In Canada, some school boards now require teachers supervising a trip to have completed a specific training in risk management for educational travel. These modules include concrete crisis scenarios: medical incidents, natural disasters, loss of passport. They are sometimes provided by insurance companies or partner organizations of the school boards.
In France, we are not yet at a widespread formal obligation, but the trend is moving in that direction with the aforementioned PAF modules. Feedback varies by academy regarding the depth of these trainings, but the principle is established: training before departure reduces incidents on the ground.
What a well-designed risk training covers
- Identification of risks specific to the destination (health, climate, geopolitical) and the construction of a backup plan for each stage of the trip
- Crisis communication protocols with families, the institution, and consular authorities in case of an overseas trip
- Management of documents (parental authorizations, copies of passports, health forms) and their accessibility in degraded situations, without internet connection
- Distribution of roles among supervisors to avoid placing all responsibility on a single point of contact in case of emergency
Language trip and training for supervisors
A language trip to England, Spain, or Ireland adds a layer of complexity compared to an outing in France. The language barrier complicates the management of unforeseen events, and host families introduce a factor that collective accommodations do not present.
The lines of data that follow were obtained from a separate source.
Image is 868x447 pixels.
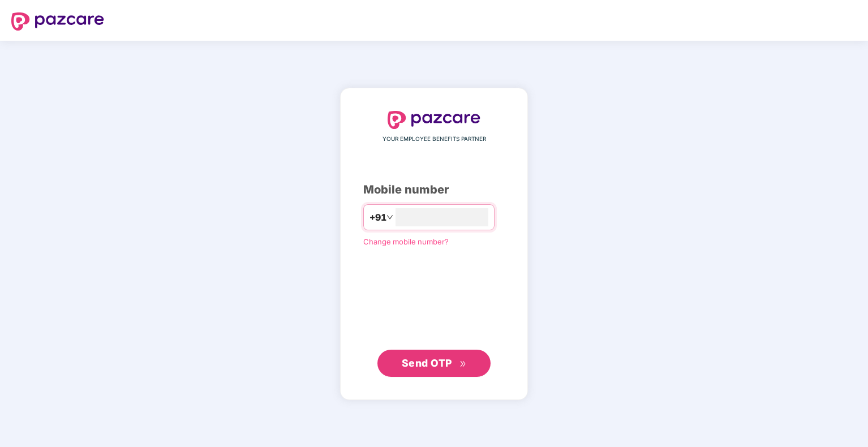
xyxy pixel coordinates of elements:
img: logo [11,13,104,31]
div: Mobile number [364,181,505,198]
a: Change mobile number? [364,237,449,246]
span: YOUR EMPLOYEE BENEFITS PARTNER [382,135,486,144]
span: +91 [370,210,387,224]
span: Send OTP [402,357,452,369]
span: down [387,214,393,221]
button: Send OTPdouble-right [377,350,491,377]
span: double-right [460,361,467,368]
img: logo [388,111,480,129]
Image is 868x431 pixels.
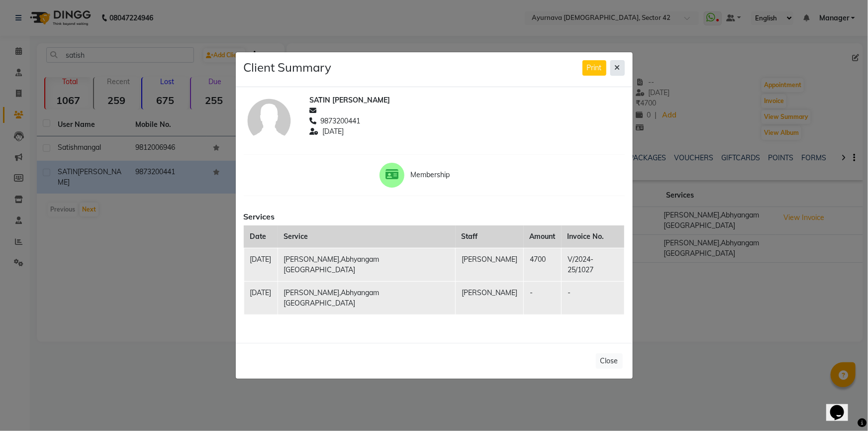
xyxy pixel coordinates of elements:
[524,247,561,281] td: 4700
[277,281,456,315] td: [PERSON_NAME],Abhyangam [GEOGRAPHIC_DATA]
[456,225,524,248] th: Staff
[244,247,277,281] td: [DATE]
[321,116,360,127] span: 9873200441
[277,225,456,248] th: Service
[596,353,623,369] button: Close
[411,170,488,180] span: Membership
[583,60,607,75] button: Print
[456,247,524,281] td: [PERSON_NAME]
[244,212,625,221] h6: Services
[456,281,524,315] td: [PERSON_NAME]
[277,247,456,281] td: [PERSON_NAME],Abhyangam [GEOGRAPHIC_DATA]
[244,225,277,248] th: Date
[310,95,390,105] span: SATIN [PERSON_NAME]
[244,281,277,315] td: [DATE]
[524,225,561,248] th: Amount
[561,225,624,248] th: Invoice No.
[561,247,624,281] td: V/2024-25/1027
[322,127,344,137] span: [DATE]
[524,281,561,315] td: -
[561,281,624,315] td: -
[244,60,332,75] h4: Client Summary
[826,391,858,421] iframe: chat widget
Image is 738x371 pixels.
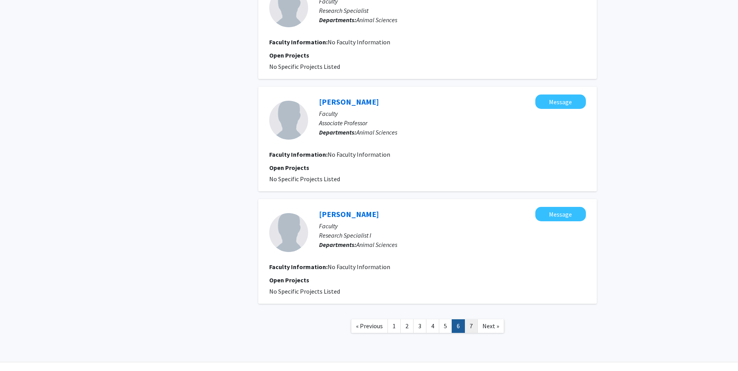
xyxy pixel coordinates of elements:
p: Faculty [319,109,586,118]
a: [PERSON_NAME] [319,97,379,107]
span: Animal Sciences [357,128,397,136]
p: Faculty [319,221,586,231]
a: 3 [413,320,427,333]
b: Faculty Information: [269,151,328,158]
p: Open Projects [269,51,586,60]
span: No Faculty Information [328,151,390,158]
button: Message Jitao Wang [536,207,586,221]
span: No Faculty Information [328,263,390,271]
a: 2 [401,320,414,333]
span: « Previous [356,322,383,330]
p: Associate Professor [319,118,586,128]
b: Faculty Information: [269,38,328,46]
button: Message Kevin Wells [536,95,586,109]
span: Animal Sciences [357,241,397,249]
p: Research Specialist I [319,231,586,240]
a: Next [478,320,504,333]
a: [PERSON_NAME] [319,209,379,219]
a: 7 [465,320,478,333]
p: Research Specialist [319,6,586,15]
span: No Specific Projects Listed [269,288,340,295]
a: 4 [426,320,439,333]
b: Faculty Information: [269,263,328,271]
span: No Faculty Information [328,38,390,46]
p: Open Projects [269,163,586,172]
a: Previous [351,320,388,333]
span: Next » [483,322,499,330]
span: No Specific Projects Listed [269,63,340,70]
a: 6 [452,320,465,333]
a: 5 [439,320,452,333]
span: No Specific Projects Listed [269,175,340,183]
nav: Page navigation [258,312,597,343]
a: 1 [388,320,401,333]
b: Departments: [319,128,357,136]
iframe: Chat [6,336,33,365]
b: Departments: [319,16,357,24]
span: Animal Sciences [357,16,397,24]
p: Open Projects [269,276,586,285]
b: Departments: [319,241,357,249]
Training specialized in supervising language trips addresses points that generic checklists overlook: how to evaluate a host family remotely, what criteria to check beyond mere material comfort, how to manage homesickness in a middle school student far from their usual environment.
For language teachers, this training also helps structure the educational aspect of the trip. One does not prepare a trip where students attend classes in a partner school in the same way as a trip focused on cultural visits with interactions in a foreign language. The training helps articulate linguistic objectives and the logistical reality on the ground.

Certifying trainings or short workshops: choosing the right format
Today, there are two main categories of training for organizing a school trip. The choice depends on the profile of the supervisor and their level of experience.
Long certifying trainings
University diplomas (DU) in supervising mobile groups or in educational project management are aimed at staff who organize several trips a year or who wish to make it a focus of their professional journey. These trainings, often eligible for CPF when they carry the Qualiopi certification, last several weeks and cover both regulatory frameworks and field pedagogy.
Short workshops and academic modules
The modules integrated into the PAF or offered by partner associations of the National Education last from one to three days. They target a specific need: filling out an authorization form, preparing a budget, preparing a health protocol. For a teacher organizing their first trip, a well-targeted short workshop is more useful than a long training that is too theoretical.
- DU or university certificate: suitable for travel coordinators, CPE, or local staff managing the logistics of several classes
- PAF module of two to three days: suitable for teachers who are setting up a one-time project and need regulatory and practical framing
- Webinars or online Qualiopi trainings: a flexible option for staff whose schedules do not allow them to take several consecutive days off
The ideal format combines a solid regulatory foundation with practical simulations. A module that merely lists official texts without ever simulating a crisis scenario or an exchange with worried parents misses the real challenges on the ground. Before enrolling, it’s worth checking if the training includes practical workshops or feedback from teachers who have already supervised trips.